Another reminder that providers in other countries are facing even more dire challenges.

The UK Government has published new guidelines saying aged care homes must accept residents who have tested positive for COVID-19.

The guidance also says hospitals will not routinely test residents sent to aged care homes – so managers will not know if returning residents are infectious but asymptomatic.

“Some [returning] patients may have Covid-19, whether symptomatic or asymptomatic,” it reads. “All of these patients can be safely cared for in a care home if this guidance is followed.”

Furthermore, the guidelines say that not all residents will be tested if a home has more than one symptomatic resident – instead the health protection teams can arrange swabbing for up to five residents to confirm an outbreak.

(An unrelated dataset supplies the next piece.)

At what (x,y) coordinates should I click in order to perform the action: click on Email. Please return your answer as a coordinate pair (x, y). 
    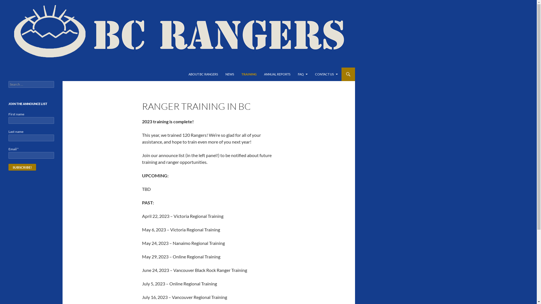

“Testing all cases is not required as this would not change the subsequent management of an outbreak,” it adds.

Understandably, managers have hit the roof.

Simon Whalley, the owner of Birtley House in Bramley, Surrey, told The Guardian the guidance had been issued with a “complete lack of real understanding and no attempt to understand what the care sector can and cannot do”.

“They’re just expecting us to cope without giving us any support at all,” he added. “Our first responsibility is to the residents we currently have. You can’t just put a new resident in an empty room next to a resident who is clear of the infection. And what about the ambulance people who bring the resident into the home? We won’t know if they’re contagious either.”

Another anonymous manager of a home in Buckinghamshire said she would resign or refuse to follow the guidelines.

“Why would I risk the lives of all my residents, not to mention my family and my staff and their families?” she said.

An impossible situation for managers – follow the guidelines knowing they may be responsible for bringing the virus into their homes, or quit and leave vulnerable residents and stressed staff to fend for themselves?